Supply excess caused by opening the New Port in Busan has brought the fierce competition between container terminal operators to keep the more volume, which resulted container terminal operators to be faced with serious financial difficulties through competitively lowering the prices especially for terminal operators in the north port. The competitiveness for the north port has been getting worse due to the deteriorated facilities as well as the lower depth of water below 16 meters, therefore the volume has been also continuously moving out to the new port. The container volume in Busan port has ranked 5th in the world until 2013, however Busan port dropped to 6th placer behind Ningbo-Zhoushan port in China in 2014. Now the serious consideration to protect the port industry as a national industry is desperately in need.
The purpose of this paper is to review the status of the serious deficit that north port is currently facing, and to suggest 5 alternatives to overcome the financial troubles in north port as below.
First is the port concentration by container terminal operators’ integration. The grand integration with many small sized terminal operators is expected to improve the competitiveness and profitability through the economy of scale. Actually there have been already 2 integrations in the north port, one is the newly consolidated company of BIT(Busan International Terminal) in December 2013, and the other is KBCT merging with UTC in January 2014.
Second is the functional change in Busan port. New port is specialized for mega container ships by the most modern facilities together with the sufficient depth of water over 16 meters while the north port is focused on the small & medium sized ships as feeder vessels for intra Asia. North port is also to be developed as a hub port for transshipment by well connecting new port and north port.
Third is the reintroduction of tariff approval system. The tariff in the north port has been seriously dropped due to the fierce competition between container terminal operators to keep the more volume. The price at about krw100K/TEU in 2004 has been decreased into around krw45K/TEU in 2014. The price in Singapore, Shanghai and Ningbo is currently over krw100K/TEU, and it is even at krw178K/TEU in Yokohama Japan which are all much above the price in Korea. Therefore, to minimize the price gap, tariff approval system is urgently necessary by setting the legal basis forcing container terminal operators to keep the approved price strictly without a price cutting competition, and then the tariff is to be gradually stabilizing.
Forth is change the fixed rental system into volume based rental. This may mitigate the excessive competition, and then eventually stop the container terminal operators’ competitively lowering the prices.
Lastly, flexibility in port manpower structure. The strong competition for container terminal operators comes from the competitive cost structure as well as the qualified service which are all brought under the circumstance of good allocation of manpower by the flexibility of manpower structure.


Problem details:
An exact transcription of every record is needed, leaving out the pictures.

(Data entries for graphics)
★ ★ ★
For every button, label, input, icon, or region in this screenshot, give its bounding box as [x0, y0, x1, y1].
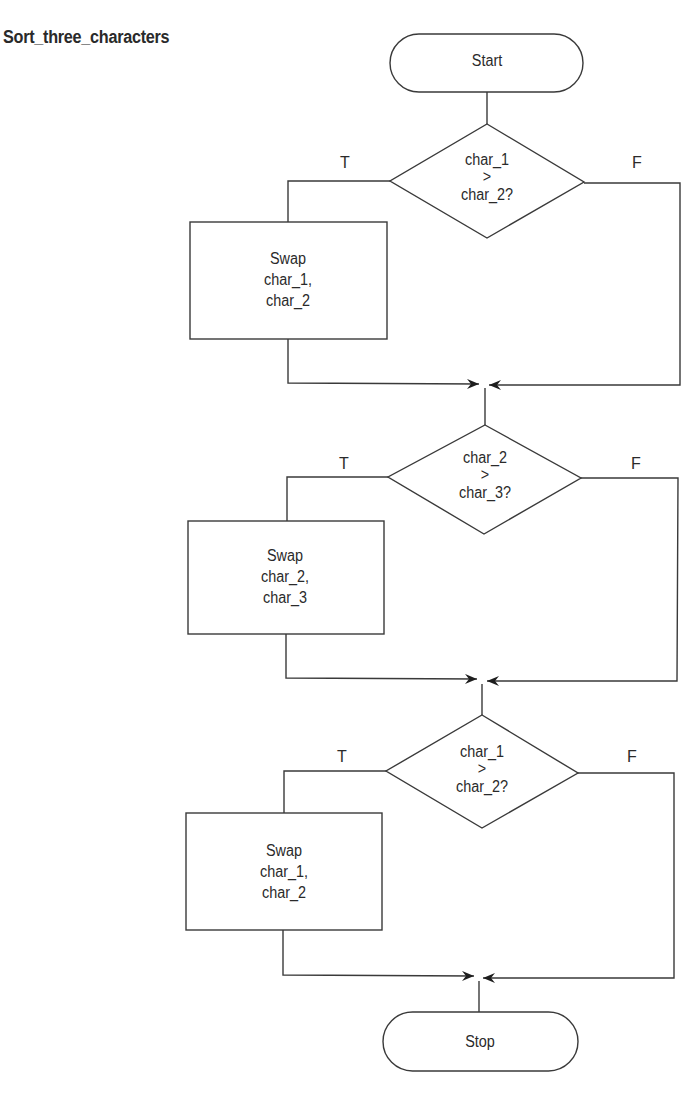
decision-2-operand-b: char_3?: [431, 482, 539, 503]
decision-1-operand-a: char_1: [433, 149, 541, 170]
decision-2-true-label: T: [339, 455, 349, 473]
true-branch-2: [287, 477, 388, 521]
start-label: Start: [442, 50, 532, 71]
decision-1-true-label: T: [340, 154, 350, 172]
decision-3-operand-a: char_1: [428, 741, 536, 762]
process-2-text: Swap char_2, char_3: [231, 545, 339, 608]
decision-1-false-label: F: [632, 154, 642, 172]
decision-2-operator: >: [431, 468, 539, 482]
decision-2-false-label: F: [631, 455, 641, 473]
process-2-var-a: char_2,: [231, 566, 339, 587]
false-branch-2: [487, 478, 678, 681]
process-1-action: Swap: [234, 248, 342, 269]
true-branch-3: [284, 771, 386, 813]
decision-1-text: char_1 > char_2?: [433, 149, 541, 205]
process-1-var-b: char_2: [234, 290, 342, 311]
process-3-var-b: char_2: [230, 882, 338, 903]
decision-3-false-label: F: [627, 748, 637, 766]
process-2-var-b: char_3: [231, 587, 339, 608]
decision-1-operand-b: char_2?: [433, 184, 541, 205]
decision-3-operator: >: [428, 762, 536, 776]
flowchart-canvas: [0, 0, 700, 1099]
decision-3-operand-b: char_2?: [428, 776, 536, 797]
process-3-var-a: char_1,: [230, 861, 338, 882]
process-3-text: Swap char_1, char_2: [230, 840, 338, 903]
process-1-text: Swap char_1, char_2: [234, 248, 342, 311]
true-return-2: [286, 634, 477, 679]
decision-1-operator: >: [433, 170, 541, 184]
process-3-action: Swap: [230, 840, 338, 861]
false-branch-3: [483, 773, 674, 978]
false-branch-1: [489, 183, 680, 385]
decision-3-text: char_1 > char_2?: [428, 741, 536, 797]
process-1-var-a: char_1,: [234, 269, 342, 290]
true-return-3: [283, 930, 474, 976]
stop-label: Stop: [435, 1031, 525, 1052]
true-return-1: [288, 339, 479, 384]
decision-2-text: char_2 > char_3?: [431, 447, 539, 503]
decision-3-true-label: T: [337, 748, 347, 766]
process-2-action: Swap: [231, 545, 339, 566]
true-branch-1: [288, 181, 390, 222]
decision-2-operand-a: char_2: [431, 447, 539, 468]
★ ★ ★
Completed exercise:
For every button, label, input, icon, or region in this screenshot, give its bounding box as [x0, y0, x1, y1].
decision-2-operand-b: char_3?: [431, 482, 539, 503]
decision-1-operand-a: char_1: [433, 149, 541, 170]
decision-2-true-label: T: [339, 455, 349, 473]
true-branch-2: [287, 477, 388, 521]
start-label: Start: [442, 50, 532, 71]
decision-1-true-label: T: [340, 154, 350, 172]
decision-3-operand-a: char_1: [428, 741, 536, 762]
process-2-text: Swap char_2, char_3: [231, 545, 339, 608]
decision-1-false-label: F: [632, 154, 642, 172]
decision-2-operator: >: [431, 468, 539, 482]
decision-2-false-label: F: [631, 455, 641, 473]
process-2-var-a: char_2,: [231, 566, 339, 587]
false-branch-2: [487, 478, 678, 681]
process-1-action: Swap: [234, 248, 342, 269]
true-branch-3: [284, 771, 386, 813]
decision-1-text: char_1 > char_2?: [433, 149, 541, 205]
process-1-var-b: char_2: [234, 290, 342, 311]
process-3-var-b: char_2: [230, 882, 338, 903]
decision-3-false-label: F: [627, 748, 637, 766]
process-2-var-b: char_3: [231, 587, 339, 608]
decision-1-operand-b: char_2?: [433, 184, 541, 205]
decision-3-operator: >: [428, 762, 536, 776]
flowchart-canvas: [0, 0, 700, 1099]
decision-3-operand-b: char_2?: [428, 776, 536, 797]
process-3-var-a: char_1,: [230, 861, 338, 882]
process-3-text: Swap char_1, char_2: [230, 840, 338, 903]
process-1-text: Swap char_1, char_2: [234, 248, 342, 311]
true-return-2: [286, 634, 477, 679]
decision-1-operator: >: [433, 170, 541, 184]
process-3-action: Swap: [230, 840, 338, 861]
false-branch-3: [483, 773, 674, 978]
false-branch-1: [489, 183, 680, 385]
decision-3-text: char_1 > char_2?: [428, 741, 536, 797]
process-1-var-a: char_1,: [234, 269, 342, 290]
true-return-3: [283, 930, 474, 976]
stop-label: Stop: [435, 1031, 525, 1052]
true-return-1: [288, 339, 479, 384]
decision-2-text: char_2 > char_3?: [431, 447, 539, 503]
decision-3-true-label: T: [337, 748, 347, 766]
process-2-action: Swap: [231, 545, 339, 566]
true-branch-1: [288, 181, 390, 222]
decision-2-operand-a: char_2: [431, 447, 539, 468]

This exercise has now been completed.